Educate Your Ears: NEO GEODESIA

The razor-sharp edge of life, death, and rebirth is explored with an almost hallucinatory intensity in Saphy Vong’s new album 2562 Neon Flames, his first under the name Neo Geodesia. The album, which is dedicated to his mother Chun Leng and released two years after her death, revisits her sudden, tragic, shocking loss during festivities for Cambodian New Year. The album transcends the despair of mourning, ushering familial unity, disillusionment, and existential triumph with grief at its peak as terrible beauty, blinding fission of every emotion, a world charged with significance, with meaning, normally so solid and implacable, suddenly looks thin, translucent. The album release is accompanied by the self-directed video for ‘Venomesis’, a surreal, colourful animation full of mythology – both ancient Cambodian and from modern pop culture. ‘Venomesis’ pairs the traditional Angkorian Khmer percussions skor samphor and skor daey with off-kilter syncopated rhythms and Roam Vong 90’s karaoke melodies. Kla klouk video game app sounds, growling creatures, and pulsating chaos grows into a cacophony of erratic beats and surreal cartoonish samples, creating a space where balance and chaos co-exist in a hyperkinetic, abstract electronic landscape.


The music video for ‘Venomesis’ explores life, death, poison, and evolution – the rapid flux of growth and decay which is accelerated in Cambodia as development and climate change transform the country. “The video takes place in a flooded seaside town after the impact of a typhoon, as people get ready for celebrating Khmer New Year,” explains Saphy. “It shows a disaster at the end of the harvesting season, when farmers enjoy the fruits of their labour before the rainy season begins. Khmer people set up altars to offer sacrifices to the sky deities, or devodas, who are believed to make their way to the Mount Meru of legend at this time of year.” Games are a core part of New Year celebrations. In his surreal video, aquatic zombies evolve into humans after winning games, while humans die after losing. People eat tarantulas, a traditional Khmer snack which are defanged before consumption, a food which remains taboo in the West but helped the people to survive during Pol Pot Regime.

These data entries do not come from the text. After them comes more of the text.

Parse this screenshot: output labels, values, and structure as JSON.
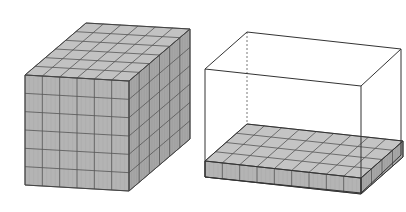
{
  "figures": [
    {
      "id": "full-prism",
      "description": "Rectangular prism completely filled with unit cubes",
      "front_columns": 6,
      "rows_high": 6,
      "depth_rows": 6,
      "colors": {
        "fill_front": "#b4b4b4",
        "fill_top": "#c2c2c2",
        "fill_side": "#a6a6a6",
        "grid": "#555555",
        "edge": "#444444"
      }
    },
    {
      "id": "empty-box-with-base-layer",
      "description": "Open rectangular box outline with a single bottom layer of unit cubes",
      "front_columns": 9,
      "rows_high": 1,
      "depth_rows": 4,
      "colors": {
        "fill_front": "#b4b4b4",
        "fill_top": "#c4c4c4",
        "fill_side": "#a6a6a6",
        "grid": "#555555",
        "edge": "#333333"
      }
    }
  ],
  "background": "#ffffff"
}
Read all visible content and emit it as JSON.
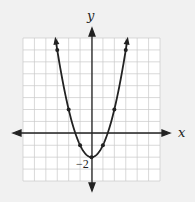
{
  "chart_data": {
    "type": "line",
    "title": "",
    "xlabel": "x",
    "ylabel": "y",
    "xlim": [
      -6,
      6
    ],
    "ylim": [
      -4,
      8
    ],
    "grid": true,
    "function": "y = x^2 - 2",
    "annotations": [
      {
        "text": "−2",
        "at": [
          0,
          -2
        ]
      }
    ],
    "series": [
      {
        "name": "parabola",
        "points": [
          [
            -3.16,
            8
          ],
          [
            -3,
            7
          ],
          [
            -2,
            2
          ],
          [
            -1,
            -1
          ],
          [
            0,
            -2
          ],
          [
            1,
            -1
          ],
          [
            2,
            2
          ],
          [
            3,
            7
          ],
          [
            3.16,
            8
          ]
        ]
      }
    ],
    "marked_points": [
      [
        -3,
        7
      ],
      [
        -2,
        2
      ],
      [
        -1,
        -1
      ],
      [
        0,
        -2
      ],
      [
        1,
        -1
      ],
      [
        2,
        2
      ],
      [
        3,
        7
      ]
    ]
  },
  "labels": {
    "x_axis": "x",
    "y_axis": "y",
    "vertex": "−2"
  },
  "colors": {
    "background": "#f1f1f1",
    "grid_bg": "#ffffff",
    "grid": "#c8c8c8",
    "curve": "#222222"
  }
}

At the heart of the video is the paradox of poison best expressed by Paracelsus – “All things are poison, and nothing is without poison; the dosage alone makes it so a thing is not a poison.” Venomesis explores this maxim within the context of Saphy’s deeply personal experience of loss, as well as the intense changes happening in contemporary Cambodia. Saphy was due to return to Cambodia in April 2020, a trip which was canceled due to the coronavirus outbreak in another cycle of bad luck, displacement, missed connection, and sickness. This album is for all diaspora who struggle to return to a country, and for all parents like Chun Leng, who balance life between returning and helping relatives and making a new life for herself and her family. It is for everyone who has searched for a country, lost a parent, or found joy and new life in the bitter ashes of grief. Most of all, it is for Chun Leng Chea Vong.

The album 2562 Neon Flames is divided into several sections, a variation on the stages of grief in the wake of senseless tragedy. He made a point of recollecting events in detail with an eye toward narrative cohesion. It’s also about surviving the unimaginable and going to pass through, watching the celebration of life in Cambodia streets, this juxtaposition of life and death.

The compositions are sonic tales synchronously decoding and regenerating customary patterns of thought in nature; aural designs of crisis and harmony where contemporary meets folklore, orchestrating an artificial saga with a variety of illuminations and analysis. A matrix of dazzling sequencers, warped vocal samples, and a collection of recording from phones during a mourning process.